I await the flames that will surely come my way

John

John this has been much debated but I fail to see how backwards probabilities are that helpful in judging the usefulness of a test. Why not condition on what we know (the test result and other baseline variables) and quit conditioning on what we are trying to find out (disease status)? The data collected in most studies (other than case-control) allow one to use logistic modeling with the correct time order.

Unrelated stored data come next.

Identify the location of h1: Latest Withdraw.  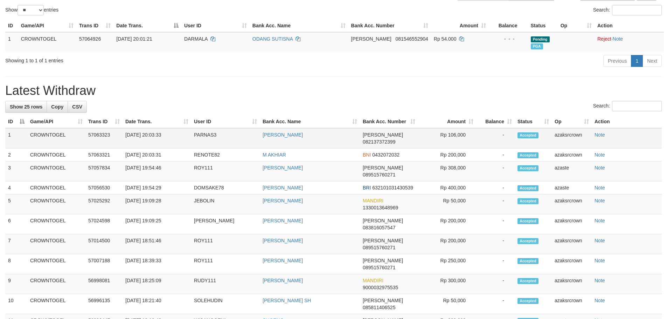
(333, 91).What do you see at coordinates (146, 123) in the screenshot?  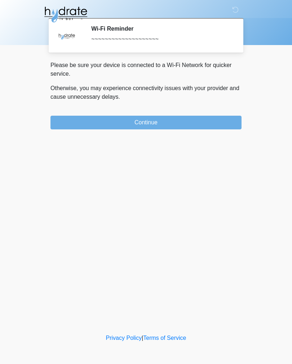 I see `button: Continue` at bounding box center [146, 123].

Furthermore, sensitivity and specificity are not constants but vary with subjects' characteristics. So they are not even useful as simplifying concepts.

Frank



John David Sorkin M.D., Ph.D.
Chief, Biostatistics and Informatics
University of Maryland School of Medicine Division of Gerontology
Baltimore VA Medical Center
10 North Greene Street
GRECC (BT/18/GR)
Baltimore, MD 21201-1524
(Phone) 410-605-7119
(Fax) 410-605-7913 (Please call phone number above prior to faxing)

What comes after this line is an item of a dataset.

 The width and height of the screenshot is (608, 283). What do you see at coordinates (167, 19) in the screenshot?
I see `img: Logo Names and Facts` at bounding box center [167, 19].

Frank E Harrell Jr <[EMAIL PROTECTED]> 10/13/2008 12:27 PM >>>
Maithili Shiva wrote:
Dear Mr Peter Dalgaard and Mr Dieter Menne,

I sincerely thank you for helping me out with my problem. The thing is taht I 
already have calculated SENS = Gg / (Gg + Bg) = 89.97%
and SPEC = Bb / (Bb + Gb) = 74.38%.

Now I have values of SENS and SPEC, which are absolute in nature. My question 
was how do I interpret these absolue values. How does these values help me to 
find out wheher my model is good.

With regards

Ms Maithili Shiva
I can't understand why you are interested in probabilities that are in backwards time order.

Frank

________________________________________________________________________






Subject: [R] Logistic regresion - Interpreting (SENS) and (SPEC)
To: r-help@r-project.org Date: Friday, October 10, 2008, 5:54 AM
Hi

Hi I am working on credit scoring model using logistic
regression. I havd main sample of 42500 clentes and based on
their status as regards to defaulted / non - defaulted, I
have genereted the probability of default.

I have a hold out sample of 5000 clients. I have calculated
(1) No of correctly classified goods Gg, (2) No of correcly
classified Bads Bg and also (3) number of wrongly classified
bads (Gb) and (4) number of wrongly classified goods (Bg).

My prolem is how to interpret these results? What I have
arrived at are the absolute figures.





--
Frank E Harrell Jr   Professor and Chair           School of Medicine
                     Department of Biostatistics   Vanderbilt University

______________________________________________
R-help@r-project.org mailing list
https://stat.ethz.ch/mailman/listinfo/r-help
PLEASE do read the posting guide http://www.R-project.org/posting-guide.html
and provide commented, minimal, self-contained, reproducible code.